Fact Check

NACEC Site

Should military personnel avoid the use of the NACEC.org web site?

Published March 4, 2003

Claim:

Claim:   Military personnel should avoid the use of the
NACEC.org web site.


Status:   False.

Example:   [Collected on the Internet, 2003]




Avoid This Web Site NACEC.org

1. THREAT: This website may be used for information gathering on US soldiers and family members for nefarious purposes.

2. BACKGROUND: The NACEC.org website is claiming to provide emergency notifications in order to support military families. This site requests service members names, addresses, Social Security Numbers SSN) as well as the names and addresses of family members, and other privacy act information. The site also request the service member provide the content of a message which is to be sent to family members.

3. Website Quote: "With the drastically increasing numbers of U.S. Armed Forces overseas, the North American Center for Emergency Communications (NACEC) has put their military family support 'Flash Mail Service' back on line, as of this week. This will help those members of the military stationed overseas and the military families that have members serving overseas."

4. This site is NOT associated with the federal government and should NOT be trusted. The site represents itself as being owned by a not-for-profit corporation (which means they haven't filed for non-profit status and made the necessary disclosures). The registrant for the website is an individual in Minnesota who may or may not not be an American national. DoD personnel should not enter any personal information on a non-federal website for emergency notification of families or any other reason.

5. Any information provided to this site could be used for identity theft, intelligence gathering by a foreign nations or terrorists and could pose a threat to service members, their families and their privacy.



Origins:   While we're all aware of the need for heightened security since the events of September 11, as well as the need for caution in disseminating information about the location and activities of U.S. military personnel as an invasion of Iraq looms on the horizon, overzealousness can be just as harmful as laxity. Unfortunately such was the case here, where a sloppy rush to sound an alert damaged the credibility of a legitimate organization providing a useful and valuable

service.

The North American Center for Emergency Communications (NACEC) was a non-profit, volunteer organization that operated a Disaster Victim Information Exchange System, intended to "provide a centralized point for the high speed exchange of disaster victim and displaced person information, so organizations, agencies and family members can quickly locate and re-unite displaced families." If, say, a hurricane struck a part of Florida where your sister lived and you were unable to contact her afterwards, NACEC was one of the organizations to which you might turn to help gather information on her status and whereabouts. The NACEC also operated a Military Family Flash Mail Service, intended to transmit messages from U.S. military forces serving overseas back to family and friends in the U.S. who lacked access to e-mail.

To NACEC's undeserved detriment, the warning quoted above was issued on the flimsiest of assumptions without even minimal attempts to verify NACEC's bona fides (a very simple task which, as the NACEC noted, "a high school student could have accomplished in about 5-10 minutes by checking us out through the Minnesota Secretary of State's web site or perhaps through their school or public library"). A page about this misguided alert can be found on NACEC's web site, along with documents attesting to its validity and credibility.

NACEC suspended all operations on 1 August 2006. It has since become active again, but its focus appears to have changed somewhat. It now works "to develop services that will help solve some of the problems caused by the communications segment of a damaged or overloaded infrastructure," which means it puts two-way radios into the hands of disaster relief workers in need of them.

Last updated:   12 September 2011


David Mikkelson founded the site now known as snopes.com back in 1994.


Each line below that holds the word "screenshot" counts once. Say how many such lines there are, and no more.

Data tied to figure images:
- Opening Delimiter -
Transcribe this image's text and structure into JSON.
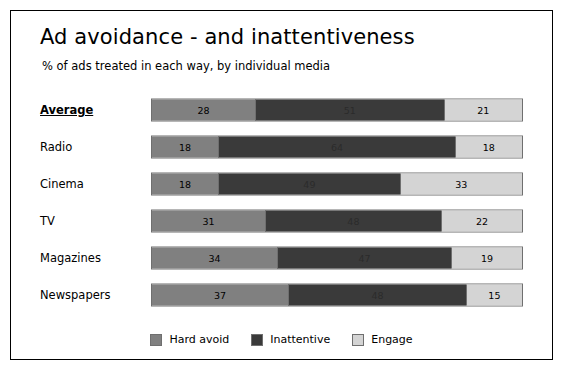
{
  "chart_data": {
    "type": "bar",
    "title": "Ad avoidance - and inattentiveness",
    "subtitle": "% of ads treated in each way, by individual media",
    "xlabel": "",
    "ylabel": "",
    "xlim": [
      0,
      100
    ],
    "orientation": "horizontal",
    "stacked": true,
    "stack_total_percent": 100,
    "grid": false,
    "legend_position": "bottom-center",
    "categories": [
      "Average",
      "Radio",
      "Cinema",
      "TV",
      "Magazines",
      "Newspapers"
    ],
    "series": [
      {
        "name": "Hard avoid",
        "color": "#808080",
        "values": [
          28,
          18,
          18,
          31,
          34,
          37
        ]
      },
      {
        "name": "Inattentive",
        "color": "#3a3a3a",
        "values": [
          51,
          64,
          49,
          48,
          47,
          48
        ]
      },
      {
        "name": "Engage",
        "color": "#d4d4d4",
        "values": [
          21,
          18,
          33,
          22,
          19,
          15
        ]
      }
    ],
    "rows": [
      {
        "label": "Average",
        "emphasis": true,
        "hard_avoid": 28,
        "inattentive": 51,
        "engage": 21
      },
      {
        "label": "Radio",
        "emphasis": false,
        "hard_avoid": 18,
        "inattentive": 64,
        "engage": 18
      },
      {
        "label": "Cinema",
        "emphasis": false,
        "hard_avoid": 18,
        "inattentive": 49,
        "engage": 33
      },
      {
        "label": "TV",
        "emphasis": false,
        "hard_avoid": 31,
        "inattentive": 48,
        "engage": 22
      },
      {
        "label": "Magazines",
        "emphasis": false,
        "hard_avoid": 34,
        "inattentive": 47,
        "engage": 19
      },
      {
        "label": "Newspapers",
        "emphasis": false,
        "hard_avoid": 37,
        "inattentive": 48,
        "engage": 15
      }
    ],
    "legend": [
      {
        "label": "Hard avoid",
        "color": "#808080"
      },
      {
        "label": "Inattentive",
        "color": "#3a3a3a"
      },
      {
        "label": "Engage",
        "color": "#d4d4d4"
      }
    ]
  }
}
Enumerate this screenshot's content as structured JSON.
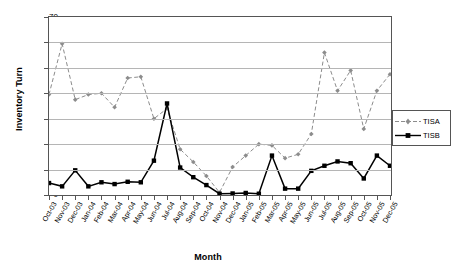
{
  "chart_data": {
    "type": "line",
    "title": "",
    "xlabel": "Month",
    "ylabel": "Inventory Turn",
    "ylim": [
      0,
      70
    ],
    "ytick_step": 10,
    "yticks": [
      0,
      10,
      20,
      30,
      40,
      50,
      60,
      70
    ],
    "grid": true,
    "legend_position": "right",
    "categories": [
      "Oct-03",
      "Nov-03",
      "Dec-03",
      "Jan-04",
      "Feb-04",
      "Mar-04",
      "Apr-04",
      "May-04",
      "Jun-04",
      "Jul-04",
      "Aug-04",
      "Sep-04",
      "Oct-04",
      "Nov-04",
      "Dec-04",
      "Jan-05",
      "Feb-05",
      "Mar-05",
      "Apr-05",
      "May-05",
      "Jun-05",
      "Jul-05",
      "Aug-05",
      "Sep-05",
      "Oct-05",
      "Nov-05",
      "Dec-05"
    ],
    "series": [
      {
        "name": "TISA",
        "color": "#8c8c8c",
        "line_style": "dashed",
        "marker": "diamond",
        "values": [
          39.5,
          59.5,
          37.5,
          39.5,
          40.0,
          34.5,
          46.0,
          46.5,
          30.0,
          34.0,
          18.0,
          13.0,
          7.5,
          1.0,
          11.0,
          15.5,
          20.0,
          19.5,
          14.5,
          16.0,
          24.0,
          56.0,
          41.0,
          49.0,
          26.0,
          41.0,
          47.5
        ]
      },
      {
        "name": "TISB",
        "color": "#000000",
        "line_style": "solid",
        "marker": "square",
        "values": [
          4.7,
          3.4,
          9.7,
          3.4,
          5.0,
          4.3,
          5.2,
          5.0,
          13.5,
          36.0,
          10.8,
          7.0,
          3.9,
          0.5,
          0.6,
          0.8,
          0.5,
          15.5,
          2.5,
          2.5,
          9.5,
          11.5,
          13.2,
          12.5,
          6.5,
          15.5,
          11.5
        ]
      }
    ]
  },
  "legend": {
    "entries": [
      {
        "label": "TISA"
      },
      {
        "label": "TISB"
      }
    ]
  }
}
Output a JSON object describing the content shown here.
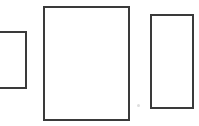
{
  "canvas": {
    "width": 199,
    "height": 126,
    "background_color": "#ffffff",
    "description": "Scanned line drawing of three empty upright rectangles outlined in dark gray on a white background"
  },
  "style": {
    "stroke_color": "#3a3a3a",
    "stroke_width_px": 2,
    "fill_color": "#ffffff"
  },
  "shapes": [
    {
      "id": "rectangle-1",
      "label": "Left rectangle",
      "shape": "rectangle",
      "x": -8,
      "y": 31,
      "width": 35,
      "height": 58,
      "stroke_color": "#3a3a3a",
      "stroke_width_px": 2,
      "fill_color": "#ffffff",
      "clipped_edge": "left"
    },
    {
      "id": "rectangle-2",
      "label": "Center rectangle",
      "shape": "rectangle",
      "x": 43,
      "y": 6,
      "width": 87,
      "height": 115,
      "stroke_color": "#3a3a3a",
      "stroke_width_px": 2,
      "fill_color": "#ffffff",
      "clipped_edge": "none"
    },
    {
      "id": "rectangle-3",
      "label": "Right rectangle",
      "shape": "rectangle",
      "x": 150,
      "y": 14,
      "width": 44,
      "height": 95,
      "stroke_color": "#3a3a3a",
      "stroke_width_px": 2,
      "fill_color": "#ffffff",
      "clipped_edge": "none"
    }
  ],
  "artifacts": [
    {
      "id": "scan-speck",
      "label": "Faint scanning speck",
      "x": 137,
      "y": 104,
      "size": 3,
      "color": "#d8d8d8"
    }
  ]
}
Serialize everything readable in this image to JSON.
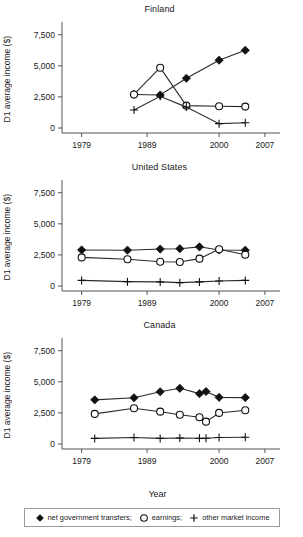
{
  "figure": {
    "xlabel": "Year",
    "ylabel": "D1 average income ($)"
  },
  "legend": {
    "items": [
      {
        "label": "net government transfers;",
        "marker": "diamond-marker-icon"
      },
      {
        "label": "earnings;",
        "marker": "circle-marker-icon"
      },
      {
        "label": "other market income",
        "marker": "plus-marker-icon"
      }
    ]
  },
  "axes": {
    "yticks": [
      0,
      2500,
      5000,
      7500
    ],
    "ytick_labels": [
      "0",
      "2,500",
      "5,000",
      "7,500"
    ],
    "xticks": [
      1979,
      1989,
      2000,
      2007
    ],
    "xtick_labels": [
      "1979",
      "1989",
      "2000",
      "2007"
    ],
    "xlim": [
      1976,
      2009
    ],
    "ylim": [
      -400,
      8200
    ]
  },
  "chart_data": [
    {
      "type": "line",
      "title": "Finland",
      "xlabel": "Year",
      "ylabel": "D1 average income ($)",
      "xlim": [
        1976,
        2009
      ],
      "ylim": [
        -400,
        8200
      ],
      "grid": false,
      "legend_position": "bottom",
      "x": [
        1987,
        1991,
        1995,
        2000,
        2004
      ],
      "series": [
        {
          "name": "net government transfers",
          "marker": "diamond",
          "values": [
            2700,
            2650,
            4000,
            5450,
            6250
          ]
        },
        {
          "name": "earnings",
          "marker": "circle",
          "values": [
            2700,
            4850,
            1800,
            1750,
            1720
          ]
        },
        {
          "name": "other market income",
          "marker": "plus",
          "values": [
            1450,
            2550,
            1680,
            350,
            420
          ]
        }
      ]
    },
    {
      "type": "line",
      "title": "United States",
      "xlabel": "Year",
      "ylabel": "D1 average income ($)",
      "xlim": [
        1976,
        2009
      ],
      "ylim": [
        -400,
        8200
      ],
      "grid": false,
      "legend_position": "bottom",
      "x": [
        1979,
        1986,
        1991,
        1994,
        1997,
        2000,
        2004
      ],
      "series": [
        {
          "name": "net government transfers",
          "marker": "diamond",
          "values": [
            2900,
            2880,
            2970,
            3000,
            3150,
            2900,
            2880
          ]
        },
        {
          "name": "earnings",
          "marker": "circle",
          "values": [
            2300,
            2150,
            1950,
            1930,
            2200,
            2950,
            2520
          ]
        },
        {
          "name": "other market income",
          "marker": "plus",
          "values": [
            450,
            350,
            330,
            270,
            330,
            400,
            450
          ]
        }
      ]
    },
    {
      "type": "line",
      "title": "Canada",
      "xlabel": "Year",
      "ylabel": "D1 average income ($)",
      "xlim": [
        1976,
        2009
      ],
      "ylim": [
        -400,
        8200
      ],
      "grid": false,
      "legend_position": "bottom",
      "x": [
        1981,
        1987,
        1991,
        1994,
        1997,
        1998,
        2000,
        2004
      ],
      "series": [
        {
          "name": "net government transfers",
          "marker": "diamond",
          "values": [
            3550,
            3720,
            4200,
            4480,
            4050,
            4220,
            3750,
            3730
          ]
        },
        {
          "name": "earnings",
          "marker": "circle",
          "values": [
            2420,
            2880,
            2600,
            2350,
            2150,
            1800,
            2500,
            2720
          ]
        },
        {
          "name": "other market income",
          "marker": "plus",
          "values": [
            450,
            520,
            450,
            480,
            470,
            470,
            520,
            550
          ]
        }
      ]
    }
  ]
}
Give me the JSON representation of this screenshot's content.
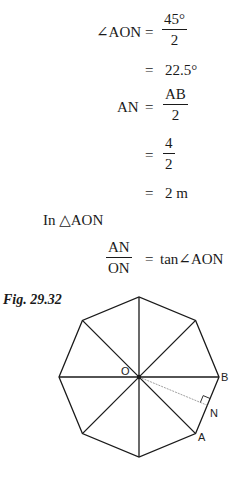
{
  "equations": {
    "line1": {
      "lhs": "∠AON",
      "eq": "=",
      "num": "45°",
      "den": "2"
    },
    "line2": {
      "eq": "=",
      "rhs": "22.5°"
    },
    "line3": {
      "lhs": "AN",
      "eq": "=",
      "num": "AB",
      "den": "2"
    },
    "line4": {
      "eq": "=",
      "num": "4",
      "den": "2"
    },
    "line5": {
      "eq": "=",
      "rhs": "2 m"
    },
    "statement": "In △AON",
    "line6": {
      "num": "AN",
      "den": "ON",
      "eq": "=",
      "rhs": "tan∠AON"
    }
  },
  "figure": {
    "caption": "Fig. 29.32",
    "shape": "regular octagon",
    "labels": {
      "center": "O",
      "vertex_b": "B",
      "vertex_a": "A",
      "foot": "N"
    },
    "stroke_color": "#1a1a1a"
  }
}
- Closing Delimiter -
- Exercise solution -
2